The Breakfast Table

Bad News Go ‘Way

Hey, Herb,

What’s happening all over?
I’ll tell you what’s happening all over.
Guy sitting home (in the White House) by the television set
Who used to be something of a rover.
That’s what’s happening all over.

(Frank Loesser, Guys and Dolls)

I am determined not to let you out-musical me.

I almost wish I hadn’t pushed you in the direction of happy thoughts. You’re so good at that kind of thing (witness, for example your new piece on the Sidewalk Nursery that’s posted in Slate today–the salesman in me never rests) that it’s a very hard act to follow. In fact, I can’t seem to conjure up a single happy thing to talk about. Maybe that’s because I just noticed that they’re having another clearance sale on the stock market today.

I agree with you. I don’t want to see the video tape of Clinton testifying. But if they show it, I’ll watch it–like most everyone else. Wouldn’t it be wonderful if the networks saved us from ourselves and decided not to broadcast it? Or at least broadcast only the unsmutty parts. Now that’s a happy thought. Not a very realistic one, but a happy one.

What I really want to talk about more is the dicey world economy and whether there are things that the major industrial nations should be doing to improve the odds. I was struck by an article by George Soros in the Wall Street Journala couple of days ago as well as by his testimony to Congress that day. In both he repeated arguments he was already making early in the year at the World Economic Forum in Davos. (I confess to a soft spot for Soros. Sure he made a billion betting against the then overvalued British pound, and sure he has a lot at stake in the shaky Russian economy. But he has used his wealth generously and creatively to try to improve things both in Eastern Europe and in America’s inner cities. You can check out the “Slate 60” for his recent donations.)

Soros argues that the global financial system is inherently unstable–but we wouldn’t want it to be otherwise. Risk is an unavoidable part of growth and innovation. Still, he acknowledges, those in Congress who worry that IMF bailouts just encourage more risky lending by banks and individuals have a point that needs to be addressed for the future. It would be too dangerous not to give the IMF the money it needs right now to stabilize countries in peril. But it’s not too late to reduce the moral hazard for tomorrow’s investors. What’s needed, he says, is a self-financed insurance mechanism that would rate the risk associated with investments in any given country and charge higher fees to insure investors wanting to put their money in chancy endeavors. Any investors who didn’t bother to buy the insurance would eat their losses the next time a crash occurred. While those who paid up ahead of time would be reimbursed from the premium fund at (happy thought) no cost to governments. No doubt there are problems in his plan that I haven’t discerned but I wonder if anyone in Congress or the administration is even studying the merits of his proposal?

Bad news, go way

Come back some day

In March or May

I’m dancin’ and I can’t be bothered now.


- EXERCISE BRIEF -
Filter these entries down to the lines that hold the word "upper", and show each of them.

DATA FOR REVIEW: Begin

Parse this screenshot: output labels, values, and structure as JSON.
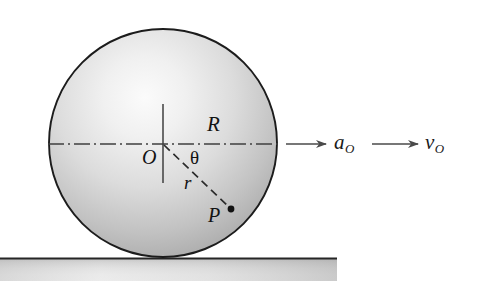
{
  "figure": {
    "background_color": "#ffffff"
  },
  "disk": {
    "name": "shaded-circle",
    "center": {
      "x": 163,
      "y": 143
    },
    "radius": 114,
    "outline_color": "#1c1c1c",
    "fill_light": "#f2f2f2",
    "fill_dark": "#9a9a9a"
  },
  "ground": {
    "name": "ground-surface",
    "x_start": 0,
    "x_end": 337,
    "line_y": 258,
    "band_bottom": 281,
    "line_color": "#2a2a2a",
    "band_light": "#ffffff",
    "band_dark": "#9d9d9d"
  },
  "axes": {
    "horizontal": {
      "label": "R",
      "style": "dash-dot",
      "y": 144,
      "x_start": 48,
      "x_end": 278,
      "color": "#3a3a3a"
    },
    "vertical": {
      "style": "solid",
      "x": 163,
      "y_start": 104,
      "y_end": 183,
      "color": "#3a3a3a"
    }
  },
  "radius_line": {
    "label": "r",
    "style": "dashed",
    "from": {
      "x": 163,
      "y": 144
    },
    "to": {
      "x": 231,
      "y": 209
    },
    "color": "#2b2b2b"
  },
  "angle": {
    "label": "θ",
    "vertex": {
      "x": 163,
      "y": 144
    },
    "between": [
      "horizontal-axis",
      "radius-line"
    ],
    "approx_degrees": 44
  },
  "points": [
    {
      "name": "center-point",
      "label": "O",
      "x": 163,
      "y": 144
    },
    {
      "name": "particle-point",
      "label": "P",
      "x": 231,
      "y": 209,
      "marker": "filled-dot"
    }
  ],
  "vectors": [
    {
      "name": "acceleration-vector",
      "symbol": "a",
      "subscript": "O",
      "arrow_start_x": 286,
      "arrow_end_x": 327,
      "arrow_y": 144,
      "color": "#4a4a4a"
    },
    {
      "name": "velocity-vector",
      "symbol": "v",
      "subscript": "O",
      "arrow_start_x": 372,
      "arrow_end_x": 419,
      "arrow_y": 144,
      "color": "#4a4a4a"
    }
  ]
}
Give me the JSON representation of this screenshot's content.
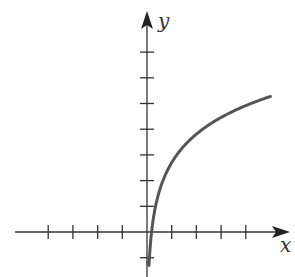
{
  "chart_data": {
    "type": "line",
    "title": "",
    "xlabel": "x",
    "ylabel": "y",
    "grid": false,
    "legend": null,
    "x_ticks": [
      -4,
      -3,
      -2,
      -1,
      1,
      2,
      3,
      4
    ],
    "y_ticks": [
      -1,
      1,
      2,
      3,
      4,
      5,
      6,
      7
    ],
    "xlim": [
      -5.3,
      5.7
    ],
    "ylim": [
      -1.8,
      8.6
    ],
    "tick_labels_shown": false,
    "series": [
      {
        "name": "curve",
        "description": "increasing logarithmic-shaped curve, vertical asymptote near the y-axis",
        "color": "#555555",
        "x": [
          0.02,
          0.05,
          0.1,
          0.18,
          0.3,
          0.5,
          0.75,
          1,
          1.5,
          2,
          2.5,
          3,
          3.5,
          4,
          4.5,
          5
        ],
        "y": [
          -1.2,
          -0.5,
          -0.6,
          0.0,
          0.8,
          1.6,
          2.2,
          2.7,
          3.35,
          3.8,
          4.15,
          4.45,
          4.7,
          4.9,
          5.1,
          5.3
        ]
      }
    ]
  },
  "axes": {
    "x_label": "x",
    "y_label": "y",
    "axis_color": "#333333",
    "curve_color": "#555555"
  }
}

DATA FOR REVIEW: End
DATA FOR REVIEW: Begin

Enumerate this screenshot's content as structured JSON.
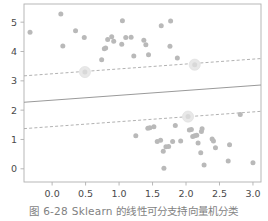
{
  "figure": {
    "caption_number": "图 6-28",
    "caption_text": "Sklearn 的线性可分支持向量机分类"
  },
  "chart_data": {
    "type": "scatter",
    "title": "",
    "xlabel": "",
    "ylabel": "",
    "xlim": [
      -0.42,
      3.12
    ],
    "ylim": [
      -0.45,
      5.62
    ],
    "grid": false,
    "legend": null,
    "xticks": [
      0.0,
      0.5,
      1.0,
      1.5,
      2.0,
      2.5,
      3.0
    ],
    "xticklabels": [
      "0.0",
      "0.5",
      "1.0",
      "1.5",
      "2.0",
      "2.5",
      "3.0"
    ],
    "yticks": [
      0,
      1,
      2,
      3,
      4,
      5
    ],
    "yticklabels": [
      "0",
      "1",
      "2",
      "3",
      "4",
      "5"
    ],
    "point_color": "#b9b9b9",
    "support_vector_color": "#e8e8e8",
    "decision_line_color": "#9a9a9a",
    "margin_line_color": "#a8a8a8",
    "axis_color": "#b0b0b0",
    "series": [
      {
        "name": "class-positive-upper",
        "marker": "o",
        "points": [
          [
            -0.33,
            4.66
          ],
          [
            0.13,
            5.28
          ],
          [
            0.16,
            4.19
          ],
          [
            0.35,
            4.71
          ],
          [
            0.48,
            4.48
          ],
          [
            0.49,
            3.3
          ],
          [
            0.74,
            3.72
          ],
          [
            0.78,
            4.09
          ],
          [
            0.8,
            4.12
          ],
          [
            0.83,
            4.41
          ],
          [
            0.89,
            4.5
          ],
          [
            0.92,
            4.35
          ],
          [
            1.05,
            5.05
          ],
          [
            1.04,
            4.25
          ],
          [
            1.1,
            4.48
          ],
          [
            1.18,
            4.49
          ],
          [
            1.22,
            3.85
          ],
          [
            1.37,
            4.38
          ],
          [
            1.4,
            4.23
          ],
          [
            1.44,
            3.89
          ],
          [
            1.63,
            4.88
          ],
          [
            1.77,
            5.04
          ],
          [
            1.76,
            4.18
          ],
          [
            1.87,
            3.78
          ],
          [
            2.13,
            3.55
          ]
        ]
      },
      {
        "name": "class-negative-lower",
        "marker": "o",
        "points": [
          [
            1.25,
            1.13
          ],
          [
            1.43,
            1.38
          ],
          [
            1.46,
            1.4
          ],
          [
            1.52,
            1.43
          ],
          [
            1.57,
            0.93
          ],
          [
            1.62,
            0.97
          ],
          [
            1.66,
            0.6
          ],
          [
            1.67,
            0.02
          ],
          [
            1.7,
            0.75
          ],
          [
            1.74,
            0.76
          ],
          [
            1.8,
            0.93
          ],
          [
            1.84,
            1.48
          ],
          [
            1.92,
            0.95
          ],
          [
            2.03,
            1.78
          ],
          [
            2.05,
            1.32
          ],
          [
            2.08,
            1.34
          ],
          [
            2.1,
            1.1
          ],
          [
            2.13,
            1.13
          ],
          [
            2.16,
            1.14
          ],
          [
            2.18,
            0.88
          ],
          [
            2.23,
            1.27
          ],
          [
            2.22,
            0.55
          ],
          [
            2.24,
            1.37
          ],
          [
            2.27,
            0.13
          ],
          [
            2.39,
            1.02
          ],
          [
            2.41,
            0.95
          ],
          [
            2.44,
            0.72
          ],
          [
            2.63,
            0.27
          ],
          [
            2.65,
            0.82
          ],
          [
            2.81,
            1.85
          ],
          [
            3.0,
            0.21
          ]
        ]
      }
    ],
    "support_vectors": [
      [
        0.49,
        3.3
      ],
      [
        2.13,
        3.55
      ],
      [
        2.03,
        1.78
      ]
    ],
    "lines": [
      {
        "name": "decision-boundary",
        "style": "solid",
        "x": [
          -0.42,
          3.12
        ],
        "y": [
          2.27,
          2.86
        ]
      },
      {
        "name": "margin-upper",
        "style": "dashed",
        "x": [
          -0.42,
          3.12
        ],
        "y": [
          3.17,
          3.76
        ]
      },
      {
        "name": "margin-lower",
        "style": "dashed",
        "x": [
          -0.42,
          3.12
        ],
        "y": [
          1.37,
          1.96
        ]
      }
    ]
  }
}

DATA FOR REVIEW: End

- SOLVED PROBLEM -
        "name": "class-positive-upper",
        "name": "margin-upper",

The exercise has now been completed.